Alice Ayres reflects on her first session with her therapist.
How did I feel back then?
When I’m looking back at a difficult period of my life from a position of relative stability, I tend to minimise how bad things really felt for me back then. I think this is a fairly common thing. I think to myself, “Oh, I was just being silly, things weren’t that bad. It was just a bad patch. I shouldn’t have bothered anybody about it. Oh well, there I go again, being over-emotional!” And of course, if I’m feeling good, I naturally don’t really want to revisit the bad times. However, in a highly uncharacteristic moment of foresight, I made notes after my first session reflecting on my experience. I would really recommend doing this. If you have a written record, you can’t play things down later. You have to confront how you felt at that moment. Which is one reason why I’ve been cheerfully avoiding that particular file on my laptop ever since, but I’ve dug it out now.
Reading it back, I realise that I had forgotten many things about that first appointment. For instance, how vulnerable I felt going in, emotionally and physically. It was a miserable February morning and I had a terrible cold. From my account, I can see that I felt a rapport with my therapist from the first. There was a comment that he made that made me feel properly heard for the first time in ages. That was important and made me feel that I could trust him.
One thing I don’t recommend is to go into your first session all fired up to “get your money’s worth” (whatever that meant to my teeming brain) try to explain absolutely everything that’s ever happened to you and collapse into floods of uncontrollable tears after five minutes. My therapist gently brought me back at this point and calmed me down before I became too overwhelmed, and we filled out a standard form for his records. At that moment, I couldn’t begin to imagine how I was going to work on what I needed to get through, but I knew my full name, I knew where I lived, I knew where I worked, and that proved to be a good place to start.
I told my therapist that the things troubling me felt like an enormous ball of tangled wool. I had no idea which end to pull on to try to disentangle it. Some bits of the wool, if pulled, might get the whole thing more hopelessly tangled still, others might come away and turn out to be dead ends, leaving the main knot untouched. (I’m pleased with this analogy. Can you tell?)
At the end of the appointment, I felt tentatively hopeful. I’d made a connection with my therapist and we had made a plan for how we would focus our future sessions and help me tackle the tangled ball of wool.
So here’s my handy step-by-step guide to suggestions if you are preparing for a first appointment with a therapist:
- Plan your route. Know exactly how long it’ll take to get there, look the location up on Google Street View, arrive an hour early and sit in a coffee shop with a book, if you’re like me and are super-paranoid about public transport.
- Don’t rush things. Allow yourself time and space to speak about what you need to speak about, and remember to breathe. I found this one out the hard way, so you may not have to.
- First impressions are important – how do you feel about the therapist? Do you feel comfortable in their company? Do you think that you could establish a rapport with him or her over time?
- Make notes and reflect after the session. What are your thoughts? How do you feel at the end of the appointment?
What have I missed? Is there anything else that might have helped you before your first appointment with a therapist?
Alice Ayres
The writer of this blog is not a current or past client of any therapist presently or formerly practising at Brighton & Hove Psychotherapy. Alice Ayres is a pseudonym.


Pick each line containing "share" out of the records.

(Source records)
------
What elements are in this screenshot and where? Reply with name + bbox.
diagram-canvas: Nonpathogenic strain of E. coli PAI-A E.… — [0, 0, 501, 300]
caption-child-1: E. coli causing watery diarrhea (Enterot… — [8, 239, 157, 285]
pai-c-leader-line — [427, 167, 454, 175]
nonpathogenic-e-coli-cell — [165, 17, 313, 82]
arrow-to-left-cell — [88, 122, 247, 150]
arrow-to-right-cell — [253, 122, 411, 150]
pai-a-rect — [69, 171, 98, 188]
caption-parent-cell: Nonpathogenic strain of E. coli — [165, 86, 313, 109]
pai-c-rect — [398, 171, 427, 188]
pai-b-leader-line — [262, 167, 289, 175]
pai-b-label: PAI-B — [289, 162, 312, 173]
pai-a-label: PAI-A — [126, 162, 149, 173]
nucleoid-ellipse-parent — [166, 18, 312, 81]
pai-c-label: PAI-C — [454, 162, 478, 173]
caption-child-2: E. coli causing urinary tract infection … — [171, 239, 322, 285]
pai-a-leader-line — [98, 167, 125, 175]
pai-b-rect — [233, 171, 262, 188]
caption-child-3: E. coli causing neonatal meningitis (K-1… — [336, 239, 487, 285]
------
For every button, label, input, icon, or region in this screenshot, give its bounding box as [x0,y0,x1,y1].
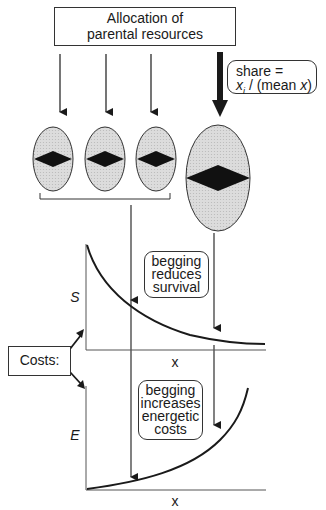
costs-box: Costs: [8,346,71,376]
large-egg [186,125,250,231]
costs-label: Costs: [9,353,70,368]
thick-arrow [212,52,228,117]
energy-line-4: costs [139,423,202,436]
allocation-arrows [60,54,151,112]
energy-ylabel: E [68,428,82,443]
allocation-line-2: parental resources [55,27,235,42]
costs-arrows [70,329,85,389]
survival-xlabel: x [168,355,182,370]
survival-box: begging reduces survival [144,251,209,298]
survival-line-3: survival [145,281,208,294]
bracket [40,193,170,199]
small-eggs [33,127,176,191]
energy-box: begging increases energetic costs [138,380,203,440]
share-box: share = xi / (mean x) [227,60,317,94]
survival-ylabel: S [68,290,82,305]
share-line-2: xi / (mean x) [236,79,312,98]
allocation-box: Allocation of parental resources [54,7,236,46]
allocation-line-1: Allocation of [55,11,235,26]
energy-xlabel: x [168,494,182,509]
------
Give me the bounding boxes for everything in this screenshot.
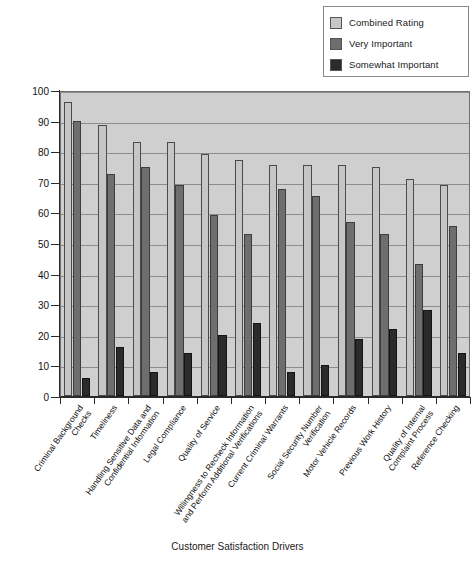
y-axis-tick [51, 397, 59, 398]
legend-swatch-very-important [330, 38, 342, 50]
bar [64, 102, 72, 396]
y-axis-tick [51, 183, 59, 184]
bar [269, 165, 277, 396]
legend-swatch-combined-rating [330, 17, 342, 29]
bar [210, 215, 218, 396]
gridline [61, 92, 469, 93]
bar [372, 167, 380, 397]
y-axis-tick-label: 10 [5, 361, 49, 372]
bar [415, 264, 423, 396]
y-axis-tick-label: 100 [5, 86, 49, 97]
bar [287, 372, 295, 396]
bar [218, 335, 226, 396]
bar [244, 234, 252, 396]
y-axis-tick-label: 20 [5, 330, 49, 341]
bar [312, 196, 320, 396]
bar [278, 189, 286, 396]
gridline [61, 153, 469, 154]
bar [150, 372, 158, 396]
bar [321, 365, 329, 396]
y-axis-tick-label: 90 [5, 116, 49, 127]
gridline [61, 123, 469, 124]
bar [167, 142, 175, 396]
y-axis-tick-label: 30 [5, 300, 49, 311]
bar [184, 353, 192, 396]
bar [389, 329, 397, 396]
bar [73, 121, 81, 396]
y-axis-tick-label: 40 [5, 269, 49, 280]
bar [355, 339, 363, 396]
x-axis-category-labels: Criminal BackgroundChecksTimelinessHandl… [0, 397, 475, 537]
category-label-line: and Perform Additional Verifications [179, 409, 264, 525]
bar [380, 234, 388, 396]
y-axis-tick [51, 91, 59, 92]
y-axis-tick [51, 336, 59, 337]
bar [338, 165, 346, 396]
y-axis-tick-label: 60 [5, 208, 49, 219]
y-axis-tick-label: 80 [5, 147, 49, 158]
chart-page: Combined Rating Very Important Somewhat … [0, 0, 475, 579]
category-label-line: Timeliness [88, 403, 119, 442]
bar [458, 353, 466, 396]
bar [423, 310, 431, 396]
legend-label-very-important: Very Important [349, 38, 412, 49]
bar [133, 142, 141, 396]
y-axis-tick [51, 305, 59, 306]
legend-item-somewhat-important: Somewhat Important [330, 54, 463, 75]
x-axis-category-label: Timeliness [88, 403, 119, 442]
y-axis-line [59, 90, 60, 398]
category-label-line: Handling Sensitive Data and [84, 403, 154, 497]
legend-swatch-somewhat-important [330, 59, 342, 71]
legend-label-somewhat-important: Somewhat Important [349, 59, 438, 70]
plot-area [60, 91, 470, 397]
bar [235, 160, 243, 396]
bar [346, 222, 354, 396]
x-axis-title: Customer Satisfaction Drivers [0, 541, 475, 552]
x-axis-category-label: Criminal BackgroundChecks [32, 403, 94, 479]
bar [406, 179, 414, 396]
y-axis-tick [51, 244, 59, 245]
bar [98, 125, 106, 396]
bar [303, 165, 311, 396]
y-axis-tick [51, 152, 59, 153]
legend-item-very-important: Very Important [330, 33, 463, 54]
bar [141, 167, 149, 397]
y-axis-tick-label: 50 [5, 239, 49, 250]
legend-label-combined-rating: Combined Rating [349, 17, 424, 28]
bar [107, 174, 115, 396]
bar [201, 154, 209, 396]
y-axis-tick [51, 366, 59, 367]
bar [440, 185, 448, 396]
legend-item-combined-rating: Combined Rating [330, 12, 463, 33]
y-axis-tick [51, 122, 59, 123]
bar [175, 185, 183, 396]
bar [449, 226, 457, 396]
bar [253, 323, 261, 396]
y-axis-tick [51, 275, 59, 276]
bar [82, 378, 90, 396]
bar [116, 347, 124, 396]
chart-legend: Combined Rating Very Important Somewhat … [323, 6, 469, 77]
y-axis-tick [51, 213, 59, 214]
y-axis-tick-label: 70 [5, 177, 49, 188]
------
Worked solution »
share-box: share = xi / (mean x) [227,60,317,94]
share-line-2: xi / (mean x) [236,79,312,98]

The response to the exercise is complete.